The president of the Filipino bishops' conference has explained that couples are unable to write their own wedding vows because in the sacrament of marriage, it is Christ himself who is acting through the husband and wife.

Archbishop Socrates Villegas of Lingayen-Dagupan wrote recently that personal expressions “should not be mixed in with the Church’s liturgy because this diminishes, confuses, and spoils the action of Christ himself in the sacrament.”

The archbishop made this clarification in response to the increasing practice of couples attempting to write their own vows and to replace those established by the marriage rite.

Archbishop Villegas explained that Catholic couples cannot do this because it would be deleterious to the rite and because they do not have the authority to change the wedding liturgy.

“The sacred character of the marriage rite must not be compromised at the altar with romanticism,” the archbishop wrote.

He recalled that the liturgy “does not belong to us, and so we can’t change it.” Quoting from Sacrosanctum Concilium, Vatican II's 1963 constitution on the sacred liturgy, he added that “no person, even if he be a priest, may add, remove, or change anything in the liturgy on his own authority.”

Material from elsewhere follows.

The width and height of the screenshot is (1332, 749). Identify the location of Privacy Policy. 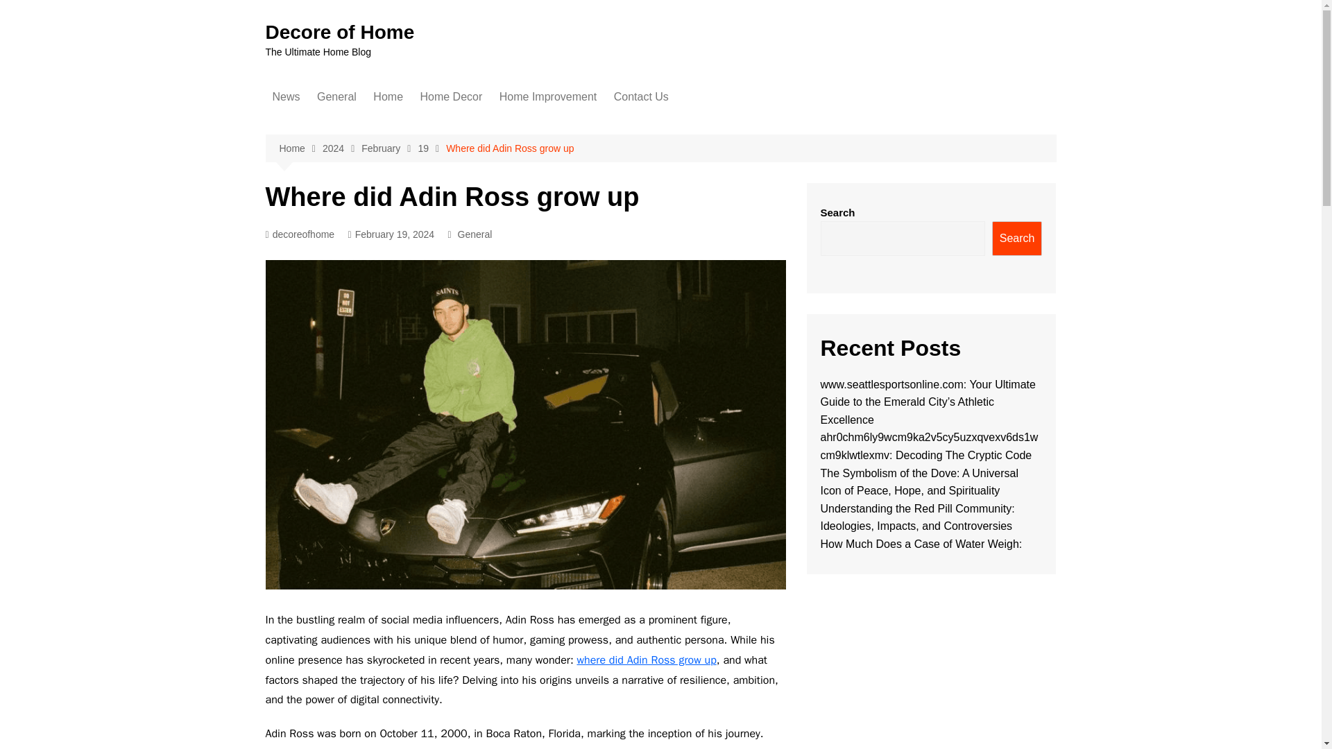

Archbishop Villegas added that authority to change the liturgy is held by the Vatican, and in certain cases, by bishops' conferences. This, he explained, is why a couple is unable to take the initiative in writing their own vows.

Instead of using personalized vows within the marriage service, he noted, couples are welcome to use such individualized words at their wedding reception or a similar gathering following the liturgical service.